Expand Regex SubGroup Matches in Java


I have a function that takes a regex and another string and returns a lambda that matches the regex against whatever input. I want the other string to be able to use matching groups from the regex, but I can't find a way to do this in Java.

Minimal example:

public static Function<String, AbstractMap.SimpleEntry> process(String regex, String template){
  return input -> {
    Matcher m = Pattern.compile(regex).matcher(input);
    if(!m.find()){
      return null;
    }
    // Want something like:
    // String key = m.expand(template);
    // That *only* expands template and doesn't add anything else.
        
    // **Doesn't work**
    // m.replaceFirst/appendReplacement keep parts of the original input
    String key = m.replaceFirst(template);
        
    return Map.entry(key, input);
  };
}
    
public static void main (String[] args) throws Exception {
  String text = "https://www.myaddress.com?x=y&w=z&other=other&q=taco&temp=1";
  Function<String, AbstractMap.SimpleEntry> func1 = process("myaddress.com.*[?&]q=(\\w+)", "$1");
  Function<String, AbstractMap.SimpleEntry> func2 = process("myaddress.com.*[?&]q=(?<query>\\w+)", "query: ${query}");
  System.out.println(func1.apply(text).getKey());
  // Outputs "https://www.taco&temp=1" want "taco"
  System.out.println(func2.apply(text).getKey());
  // Outputs "https://www.query: taco&temp=1" want "query: taco"
}

This example only uses a single capture group, but regex/template could be anything and we should support it generically (e.g. process should handle $1 $4 ${mygroup} as a template for a compatible regex). Forcing the user to match the entire URL is also undesirable.
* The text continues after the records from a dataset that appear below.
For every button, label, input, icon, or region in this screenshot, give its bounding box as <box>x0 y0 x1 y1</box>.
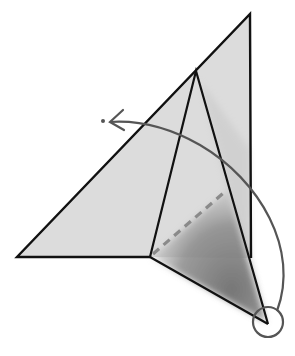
target-dot <box>101 119 105 123</box>
arrowhead-icon <box>110 110 124 130</box>
origami-diagram <box>0 0 295 356</box>
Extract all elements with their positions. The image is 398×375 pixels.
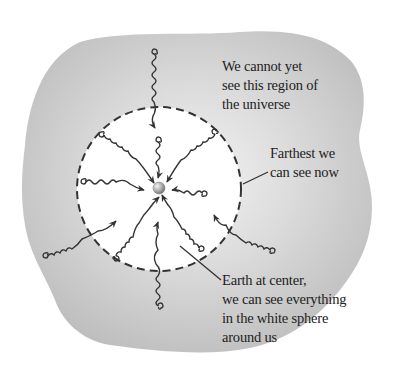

Golang has an Expand function for this, how can I achieve it in Java without reimplementing the parsing of $ capture group syntax?

The best workaround I currently have is simply to prepend and append .* to the regex string when compiling it.


Solution

  • Answering my question with my workaround as it seems the most elegant solution available.


    There is currently no method for this in Java; the best workaround is to expand the match to the entire string.

    Expanding the match looks a little different depending on which of Java's three match operations you're using:

    • matches - This already matches against the full string; a match will necessarily include all input.
    • lookingAt - Matches from start of input, append .* to your regex to include the full input in your match1.
    • find - Matches any substring in the input, append and prepend .* to your regex to match the full input.

    Then you can use the original solution with replaceFirst and it will work as expected.

    Note that since you're expanding the match to the whole input, once you do so, any match operation becomes equivalent to using matches.

    1 Equivalently, in this case you can use appendReplacement without calling appendTail instead of expanding the match.